Yesterday was a day of severe fibromyalgia pain, but I decided to try to focus on positives and I didn't have to look far. The same daughter we visited today has had leukaemia and she had a phone consult yesterday from her haemotologist, who informed her that she was still in remission.
Laying in bed last night, I tried to ignore the aching muscles, stiff neck and back and I decided to dwell on the many ways I have been blessed daily. Certainly the blood results were praiseworthy. I fell asleep praising and thanking God for the miracle of her life.
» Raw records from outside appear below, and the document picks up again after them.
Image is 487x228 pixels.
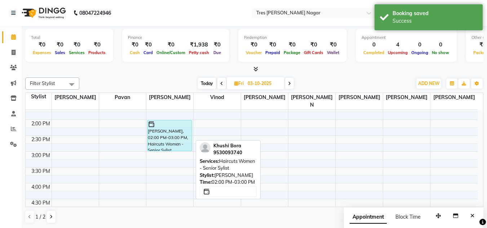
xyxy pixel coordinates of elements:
[263,41,282,49] div: ₹0
[263,50,282,55] span: Prepaid
[244,41,263,49] div: ₹0
[52,93,99,102] span: [PERSON_NAME]
[213,149,242,156] div: 9530093740
[86,50,107,55] span: Products
[395,214,420,220] span: Block Time
[30,167,51,175] div: 3:30 PM
[392,17,477,25] div: Success
[31,41,53,49] div: ₹0
[142,41,154,49] div: ₹0
[409,50,430,55] span: Ongoing
[241,93,288,102] span: [PERSON_NAME]
[30,120,51,127] div: 2:00 PM
[146,93,193,102] span: [PERSON_NAME]
[302,50,325,55] span: Gift Cards
[128,50,142,55] span: Cash
[53,41,67,49] div: ₹0
[200,179,211,185] span: Time:
[430,50,451,55] span: No show
[18,3,68,23] img: logo
[245,78,281,89] input: 2025-10-03
[200,142,210,153] img: profile
[128,41,142,49] div: ₹0
[361,35,451,41] div: Appointment
[383,93,430,102] span: [PERSON_NAME]
[154,41,187,49] div: ₹0
[386,41,409,49] div: 4
[99,93,146,102] span: Pavan
[187,50,211,55] span: Petty cash
[361,41,386,49] div: 0
[79,3,111,23] b: 08047224946
[30,80,55,86] span: Filter Stylist
[30,199,51,207] div: 4:30 PM
[418,81,439,86] span: ADD NEW
[349,211,386,224] span: Appointment
[325,50,341,55] span: Wallet
[200,158,255,171] span: Haircuts Women - Senior Sylist
[335,93,382,102] span: [PERSON_NAME]
[53,50,67,55] span: Sales
[86,41,107,49] div: ₹0
[35,213,45,221] span: 1 / 2
[288,93,335,109] span: [PERSON_NAME] N
[430,41,451,49] div: 0
[409,41,430,49] div: 0
[200,172,214,178] span: Stylist:
[282,41,302,49] div: ₹0
[232,81,245,86] span: Fri
[142,50,154,55] span: Card
[187,41,211,49] div: ₹1,938
[200,158,219,164] span: Services:
[430,93,477,102] span: [PERSON_NAME]
[211,50,223,55] span: Due
[147,120,192,151] div: [PERSON_NAME], 02:00 PM-03:00 PM, Haircuts Women - Senior Sylist
[361,50,386,55] span: Completed
[392,10,477,17] div: Booking saved
[67,41,86,49] div: ₹0
[200,172,256,179] div: [PERSON_NAME]
[154,50,187,55] span: Online/Custom
[30,183,51,191] div: 4:00 PM
[30,152,51,159] div: 3:00 PM
[213,143,241,148] span: Khushi Bora
[30,136,51,143] div: 2:30 PM
[302,41,325,49] div: ₹0
[200,179,256,186] div: 02:00 PM-03:00 PM
[31,35,107,41] div: Total
[67,50,86,55] span: Services
[282,50,302,55] span: Package
[26,93,51,100] div: Stylist
[211,41,223,49] div: ₹0
[198,78,216,89] span: Today
[193,93,240,102] span: Vinod
[467,210,477,221] button: Close
[31,50,53,55] span: Expenses
[416,79,441,89] button: ADD NEW
[244,50,263,55] span: Voucher
[386,50,409,55] span: Upcoming
[128,35,223,41] div: Finance
[325,41,341,49] div: ₹0
[244,35,341,41] div: Redemption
I woke up still in pain, as the weather was inclement, but I needed to go to the chemist, so I forced myself to get dressed and go. We then proceeded to see our daughter, glad to be able to at last visit someone and drive in the car!
I know I will most likely wake up in pain tomorrow, but I weighed it up and decided that seeing my girl and going for a drive would be worth it. So I will plan the next few days accordingly.
I will be preparing an easy stew in the slow cooker tomorrow. I will be doing just the essentials in the house- for me that is putting clean washing away and doing tonight's dishes. With my arms tingling and feeling like my muscles and tendons are tearing, I won't be doing them tonight. They will be there in the morning...
Life with fibromyalgia is a juggling act and a life of constantly meting out spoons and rest breaks. Every day one has to decide if a certain activity is worth the pain to follow it. Sometimes it is.
We have to weigh up the satisfaction and pleasure of today against the certain knowledge of a painful tomorrow. We often have to choose to live and we suffer physically for it.
Fibromites have to plan to live or we will die inside through boredom, loneliness and regret. We must know that we could cocoon ourselves today only to find we suffer tomorrow anyway.
Along with the pain of overprotecting ourselves, comes the feeling of regret. Choose carefully and try to find joy every day. We only live once.